STATEMENT: Inadequacy of Unemployment Rate Exposed; New Family Prosperity Index a Superior Measurement
FOR IMMEDIATE RELEASE
March 11, 2016
Traditional Jobs Data Paints Inaccurate and Incomplete Picture
Center’s Claims Validated: Lawmakers Should look to Broader FPI Index to Understand True Well-being of Ocean State Families
Providence, RI — Today’s front-page Providence Journal story validated the findings of new national research released earlier this month, which indicates that Rhode Island families are not faring as well as lawmakers may currently believe. Per the RI Center for Freedom & Prosperity, the Ocean State’s poor state rankings on the Family Prosperity Index (FPI) is a more accurate measure of the actual well-being of families. The FPI, which quantitatively demonstrates the link between social and economic factors, along with the Center’s own JOI index to be published in the coming month, are two new indexes the Center suggests that lawmakers should monitor.
“What if lawmakers were to realize that our policy culture of considering only the material needs of individuals, all along, has been harmful to the family unit,” inquired Mike Stenhouse, CEO for the Center, who was a handful of think tank leaders invited to participate in a February FPI workshop. “I believe this new research can be ground-breaking in that FPI and JOI broaden the scope of analyzing official government data to include both social and economic factors.”

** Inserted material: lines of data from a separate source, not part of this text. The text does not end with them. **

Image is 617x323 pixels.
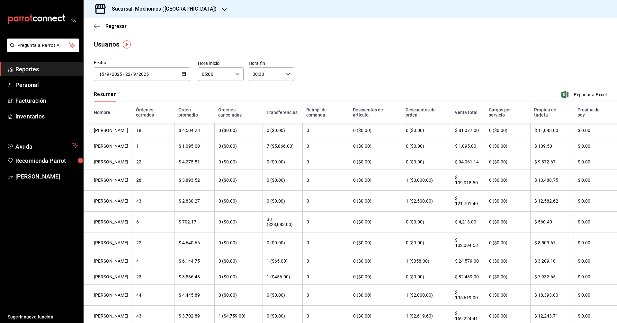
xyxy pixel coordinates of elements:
th: 1 ($2,000.00) [402,285,451,306]
th: 0 ($0.00) [214,233,262,254]
th: 0 ($0.00) [349,269,402,285]
th: $ 0.00 [574,123,617,139]
th: 0 ($0.00) [214,170,262,191]
th: 7 ($5,866.00) [263,139,303,154]
th: $ 121,701.40 [451,191,485,212]
th: $ 0.00 [574,212,617,233]
th: 0 ($0.00) [214,154,262,170]
span: Reportes [15,65,78,74]
th: $ 4,213.00 [451,212,485,233]
th: $ 11,043.00 [530,123,574,139]
a: Pregunta a Parrot AI [4,47,79,53]
th: [PERSON_NAME] [84,154,132,170]
th: Orden promedio [175,102,214,123]
th: 0 [302,233,349,254]
th: 0 ($0.00) [485,285,530,306]
th: Órdenes cerradas [132,102,175,123]
th: 0 ($0.00) [214,254,262,269]
span: / [136,72,138,77]
th: $ 9,872.67 [530,154,574,170]
th: 1 ($456.00) [263,269,303,285]
th: 0 ($0.00) [263,233,303,254]
th: 0 ($0.00) [263,154,303,170]
th: 0 ($0.00) [349,212,402,233]
th: 43 [132,191,175,212]
input: Month [133,72,136,77]
th: $ 4,504.28 [175,123,214,139]
th: $ 0.00 [574,191,617,212]
th: $ 81,077.00 [451,123,485,139]
th: Descuentos de artículo [349,102,402,123]
th: 1 ($2,500.00) [402,191,451,212]
th: $ 3,209.10 [530,254,574,269]
th: $ 102,094.58 [451,233,485,254]
th: $ 0.00 [574,254,617,269]
th: $ 4,640.66 [175,233,214,254]
th: 0 ($0.00) [485,254,530,269]
th: 0 ($0.00) [214,285,262,306]
span: Regresar [105,23,127,29]
th: 0 ($0.00) [214,123,262,139]
th: $ 8,503.67 [530,233,574,254]
th: 0 [302,191,349,212]
th: Venta total [451,102,485,123]
th: 0 ($0.00) [349,254,402,269]
th: Reimp. de comanda [302,102,349,123]
span: Exportar a Excel [563,91,607,99]
th: 1 ($65.00) [263,254,303,269]
th: 0 ($0.00) [349,191,402,212]
th: Transferencias [263,102,303,123]
label: Hora fin [249,61,294,66]
th: 22 [132,154,175,170]
th: 0 ($0.00) [214,191,262,212]
th: 1 [132,139,175,154]
span: Ayuda [15,142,70,149]
th: 0 ($0.00) [349,170,402,191]
th: 0 [302,170,349,191]
th: Órdenes canceladas [214,102,262,123]
span: Sugerir nueva función [8,314,78,321]
h3: Sucursal: Mochomos ([GEOGRAPHIC_DATA]) [107,5,217,13]
th: $ 4,445.89 [175,285,214,306]
span: Pregunta a Parrot AI [17,42,69,49]
th: $ 18,393.00 [530,285,574,306]
th: $ 3,893.52 [175,170,214,191]
th: $ 195,619.00 [451,285,485,306]
th: [PERSON_NAME] [84,233,132,254]
th: $ 1,095.00 [451,139,485,154]
th: Propina de pay [574,102,617,123]
th: 0 ($0.00) [402,154,451,170]
div: Fecha [94,59,190,66]
span: [PERSON_NAME] [15,172,78,181]
th: 0 ($0.00) [402,269,451,285]
label: Hora inicio [198,61,244,66]
th: 0 ($0.00) [214,269,262,285]
span: / [110,72,112,77]
th: [PERSON_NAME] [84,285,132,306]
th: 0 ($0.00) [402,139,451,154]
th: 0 ($0.00) [485,269,530,285]
th: 0 [302,139,349,154]
th: $ 0.00 [574,285,617,306]
th: $ 24,579.00 [451,254,485,269]
th: $ 109,018.50 [451,170,485,191]
input: Year [112,72,122,77]
th: $ 3,586.48 [175,269,214,285]
th: 28 [132,170,175,191]
div: navigation tabs [94,91,117,102]
th: 0 ($0.00) [402,233,451,254]
th: 0 ($0.00) [402,212,451,233]
th: 0 ($0.00) [349,154,402,170]
th: [PERSON_NAME] [84,269,132,285]
th: $ 560.40 [530,212,574,233]
th: $ 0.00 [574,139,617,154]
input: Day [99,72,104,77]
th: 0 [302,285,349,306]
th: 0 ($0.00) [485,170,530,191]
th: Cargos por servicio [485,102,530,123]
th: $ 2,830.27 [175,191,214,212]
th: $ 4,275.51 [175,154,214,170]
th: $ 6,144.75 [175,254,214,269]
th: 0 ($0.00) [349,139,402,154]
th: 38 ($28,083.00) [263,212,303,233]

For example, the often cited unemployment rate, a narrow snapshot of employment only, has declined notably in Rhode Island, giving lawmakers false occasion to trumpet success. Indeed, when considering broader economic, social, and demographic data … all combined into a single index over a longer period of time… Rhode Island actually fares very poorly, ranking 48th in the nation on the FPI index for 2015. In 2014 and 2012, the Ocean State ranked dead last.
Truth in Numbers? While on the one hand, the Ocean State improved to 32nd nationally in the 2015 unemployment rate, on the other hand, as part of its 48th overall FPI ranking, Rhode Island languished in the bottom-ten in five of the six FPI sub-categories:
- 50th in Family Health
- 46th in Family Structure
- 46th in Demographics
- 43rd in Economics
- 42nd in Family Self-Sufficiency
- 25th in Family Culture
“Do most Rhode Islanders feel as good about their family’s well-being as the unemployment rate and our politicians might suggest? I don’t think so. With FPI, we now have a measurement that can more fully measure family well-being,” continued Stenhouse. “Lawmakers can become heroes if they can design policies that actually address the real needs of real families.”

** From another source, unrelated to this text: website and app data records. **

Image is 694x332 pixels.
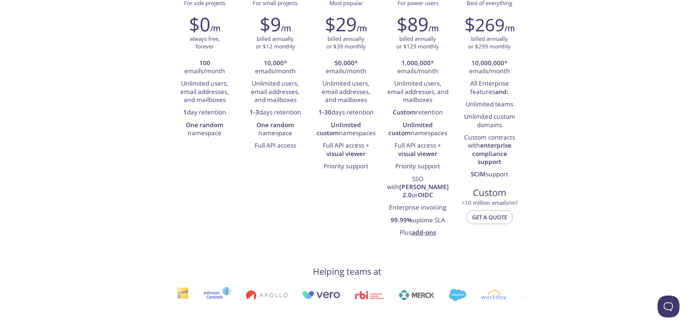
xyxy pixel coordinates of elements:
[244,290,285,300] img: apollo
[245,78,305,106] li: Unlimited users, email addresses, and mailboxes
[201,286,229,304] img: johnsoncontrols
[461,199,517,206] span: > 10 million emails/m?
[260,13,281,35] h2: $9
[387,202,449,214] li: Enterprise invoicing
[459,168,519,181] li: support
[325,13,356,35] h2: $29
[396,13,428,35] h2: $89
[387,119,449,140] li: namespaces
[256,35,295,51] p: billed annually or $12 monthly
[504,22,514,35] h6: /m
[396,35,439,51] p: billed annually or $129 monthly
[183,108,187,116] strong: 1
[387,226,449,239] li: Plus
[428,22,438,35] h6: /m
[470,170,485,178] strong: SCIM
[316,57,376,78] li: * emails/month
[175,119,234,140] li: namespace
[245,139,305,152] li: Full API access
[398,149,437,158] strong: visual viewer
[245,119,305,140] li: namespace
[397,290,432,300] img: merck
[418,190,433,199] strong: OIDC
[387,57,449,78] li: * emails/month
[459,57,519,78] li: * emails/month
[459,78,519,98] li: All Enterprise features :
[479,290,505,300] img: workday
[326,35,366,51] p: billed annually or $39 monthly
[245,57,305,78] li: * emails/month
[353,291,382,299] img: rbi
[459,98,519,111] li: Unlimited teams
[387,160,449,173] li: Priority support
[316,119,376,140] li: namespaces
[175,106,234,119] li: day retention
[175,78,234,106] li: Unlimited users, email addresses, and mailboxes
[657,295,679,317] iframe: Help Scout Beacon - Open
[210,22,220,35] h6: /m
[475,13,504,36] span: 269
[334,59,354,67] strong: 50,000
[316,121,361,137] strong: Unlimited custom
[459,131,519,168] li: Custom contracts with
[186,121,223,129] strong: One random
[313,265,381,277] h4: Helping teams at
[245,106,305,119] li: days retention
[316,160,376,173] li: Priority support
[300,291,338,299] img: vero
[471,59,504,67] strong: 10,000,000
[466,210,513,224] button: Get a quote
[472,212,507,222] span: Get a quote
[472,141,511,166] strong: enterprise compliance support
[387,139,449,160] li: Full API access +
[318,108,331,116] strong: 1-30
[447,289,464,301] img: salesforce
[411,228,436,236] a: add-ons
[316,139,376,160] li: Full API access +
[256,121,294,129] strong: One random
[495,87,506,96] strong: and
[316,78,376,106] li: Unlimited users, email addresses, and mailboxes
[189,13,210,35] h2: $0
[264,59,284,67] strong: 10,000
[459,111,519,131] li: Unlimited custom domains
[392,108,415,116] strong: Custom
[390,216,412,224] strong: 99.99%
[281,22,291,35] h6: /m
[387,106,449,119] li: retention
[460,186,519,199] span: Custom
[399,182,449,199] strong: [PERSON_NAME] 2.0
[401,59,430,67] strong: 1,000,000
[387,173,449,202] li: SSO with or
[199,59,210,67] strong: 100
[326,149,365,158] strong: visual viewer
[387,78,449,106] li: Unlimited users, email addresses, and mailboxes
[249,108,259,116] strong: 1-3
[356,22,367,35] h6: /m
[190,35,220,51] p: always free, forever
[388,121,433,137] strong: Unlimited custom
[387,214,449,226] li: uptime SLA
[175,57,234,78] li: emails/month
[468,35,510,51] p: billed annually or $299 monthly
[464,13,504,35] h2: $
[316,106,376,119] li: days retention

The Center maintains that it is indeed these grassroots, family-level shortcomings that are the root causes of the current economic malaise in the Ocean State, as opposed to lack of growth in elite, ‘advanced industries’ as suggested by the recent $1.3 million Brooking Institution report.
For additional charts & graphs, and ongoing analysis of the Family Prosperity Index, please visit RIFreedom.org/FPI .

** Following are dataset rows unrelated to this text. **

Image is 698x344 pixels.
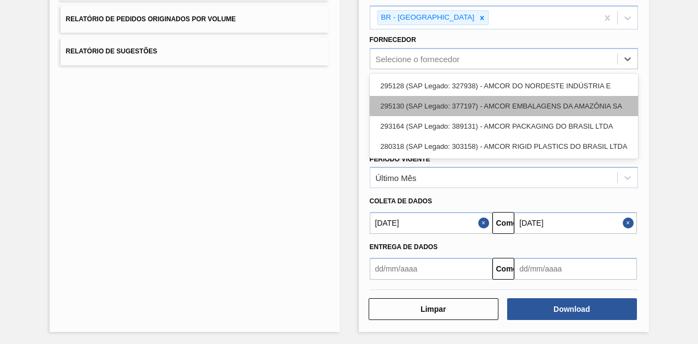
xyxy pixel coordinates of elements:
[370,197,432,205] font: Coleta de dados
[370,36,416,44] font: Fornecedor
[420,305,446,313] font: Limpar
[492,212,514,234] button: Comeu
[514,258,637,280] input: dd/mm/aaaa
[380,82,610,90] font: 295128 (SAP Legado: 327938) - AMCOR DO NORDESTE INDÚSTRIA E
[492,258,514,280] button: Comeu
[622,212,637,234] button: Fechar
[370,212,492,234] input: dd/mm/aaaa
[478,212,492,234] button: Fechar
[376,54,459,64] font: Selecione o fornecedor
[380,122,613,130] font: 293164 (SAP Legado: 389131) - AMCOR PACKAGING DO BRASIL LTDA
[368,298,498,320] button: Limpar
[514,212,637,234] input: dd/mm/aaaa
[370,155,430,163] font: Período Vigente
[507,298,637,320] button: Download
[496,219,522,227] font: Comeu
[66,15,236,23] font: Relatório de Pedidos Originados por Volume
[376,173,416,183] font: Último Mês
[381,13,474,21] font: BR - [GEOGRAPHIC_DATA]
[380,102,622,110] font: 295130 (SAP Legado: 377197) - AMCOR EMBALAGENS DA AMAZÔNIA SA
[380,142,627,150] font: 280318 (SAP Legado: 303158) - AMCOR RIGID PLASTICS DO BRASIL LTDA
[60,38,329,65] button: Relatório de Sugestões
[60,6,329,33] button: Relatório de Pedidos Originados por Volume
[66,48,158,56] font: Relatório de Sugestões
[496,264,522,273] font: Comeu
[553,305,590,313] font: Download
[370,258,492,280] input: dd/mm/aaaa
[370,243,438,251] font: Entrega de dados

While the FPI is an annually adjusted index, the Center also believes that monthly and quarterly analysis should also reflect broader measurements of government data.
In order to provide Rhode Islanders with that broader and more accurate picture of the opportunities that exist for families, the Center plans to publish later this month its own self-created Jobs & Opportunity Index, which will incorporate additional unemployment data and which will also measure the size and scope of the state’s private sector as compared with the size and scope of state government.
Media Contact:
Mike Stenhouse, CEO
401.429.6115 | info@rifreedom.org
About the Center
The nonpartisan RI Center for Freedom & Prosperity is Rhode Island’s premiere free-enterprise research and advocacy organization. The mission of the 501-C-3 nonprofit organization is to return government to the people by opposing special-interest politics and advancing proven free-market solutions that can transform lives by restoring economic competitiveness, increasing educational opportunities, and protecting individual freedoms.